When Anna Stoehr was born in 1900, her family on a farm near Manning, Iowa had no electricity or phone. William McKinley was president and the Wright brothers' first airplane flight and Henry Ford's introduction of the Model T were still a few years away.

But Minnesota's oldest resident proved an adept user of technology right up until she died in her sleep Sunday at age 114.

After Stoehr had to lie that she was 99 on Facebook because the social networking site wouldn't let her list a three-number age, she fired off a letter to company founder Mark Zuckerberg saying, "I'm still here" and made national headlines. Facebook sent her a basket of 114 flowers for her birthday in October, according to her son, Harlan Stoehr.

Stoehr also used an iPad to keep in touch with her many friends and family while staying at Green Prairie Place, a senior living community in Plainview that she only moved into last year from her longtime farm house in Potsdam.

Friends and family members described Stoehr as remarkably sharp and active up until the end of her life, with a passion for baking bread, knitting, gardening, and playing Scrabble and other games with her visitors. She prided herself on being independent: she lived on her own at Green Prairie Place until a few falls this year led her to an assisted living apartment there.

As she gained more and more attention for being one of the state's few supercentenarians, Stoehr brushed off questions about how she came to live so long.

"She always hated that question. Her take was she didn't have anything to do with it – it was in God's hands," said Harlan Stoehr.

Stoehr was the seventh oldest American and the twelfth oldest person in the world as of September, according to the Gerontology Research Group.

When Stoehr was nearly 11 months old, McKinley was assassinated and Theodore Roosevelt took over the presidency. She lived through other extraordinary events in American history: the sinking of the Titanic, the granting of women's right to vote, two world wars and the Great Depression, the civil rights movement, and massive advances in healthcare, computers, transportation and more. During her lifetime, the U.S. population quadrupled from 76 million, and the farming that her family practiced since emmigrating from Germany in the 1880s greatly receded as a dominant way of life for Americans.

Stoehr was committed to her family's farming operations in southeast Minnesota for most of her life, milking cows, planting vegetables and flowers, and canning peaches. She had a can-do attitude and a tremendous work ethic: one time, a family member saw the light of her farmhouse on at 2 in the morning, stopped to check in on her and found her scrubbing the kitchen floor.

"She said, 'I was awake anyway; I thought I might as well do something useful," said Tom Miller, her former doctor and a family friend.

Miller said that Stoehr became a favorite of the medical staff at Olmsted Medical Center in Rochester and Plainview because of her "consistently delightful humor and positive attitude."

"There was never a moment of crankiness," he said. "She was never a grouchy old lady."

In fact, Stoehr didn't think of herself as an old woman.

Miller said that when he was treating her for a leg wound at age 112, she said, "I hope this heals up before I get old and gray.' … Age was not a big thing to her."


** THE PROBLEM **
State how many lines in the listing below contain the word "Food", and write nothing else.

** GIVEN RECORDS **
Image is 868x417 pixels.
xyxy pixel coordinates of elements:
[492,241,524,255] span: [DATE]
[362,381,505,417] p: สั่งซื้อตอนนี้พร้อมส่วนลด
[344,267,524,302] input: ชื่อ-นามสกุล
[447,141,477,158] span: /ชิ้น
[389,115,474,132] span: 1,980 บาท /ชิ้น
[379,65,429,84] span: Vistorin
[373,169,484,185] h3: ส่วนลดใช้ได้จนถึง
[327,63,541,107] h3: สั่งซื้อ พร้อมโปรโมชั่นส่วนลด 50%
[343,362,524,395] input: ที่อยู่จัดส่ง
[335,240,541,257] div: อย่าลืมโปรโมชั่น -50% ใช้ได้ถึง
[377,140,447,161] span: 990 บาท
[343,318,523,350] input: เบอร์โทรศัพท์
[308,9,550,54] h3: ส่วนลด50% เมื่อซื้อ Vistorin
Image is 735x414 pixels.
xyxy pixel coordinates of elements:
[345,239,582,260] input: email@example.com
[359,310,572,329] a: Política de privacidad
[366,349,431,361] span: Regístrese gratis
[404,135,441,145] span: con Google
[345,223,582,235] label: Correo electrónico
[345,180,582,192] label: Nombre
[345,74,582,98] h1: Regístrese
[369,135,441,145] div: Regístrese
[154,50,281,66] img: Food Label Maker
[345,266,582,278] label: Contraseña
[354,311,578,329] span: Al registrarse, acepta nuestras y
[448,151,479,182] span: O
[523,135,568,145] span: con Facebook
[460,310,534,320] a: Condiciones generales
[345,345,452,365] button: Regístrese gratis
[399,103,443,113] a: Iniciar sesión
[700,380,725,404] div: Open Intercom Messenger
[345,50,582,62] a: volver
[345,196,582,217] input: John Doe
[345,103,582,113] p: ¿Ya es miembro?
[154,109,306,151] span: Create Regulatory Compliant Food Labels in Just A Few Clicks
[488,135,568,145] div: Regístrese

** RESPONSE BELOW **
2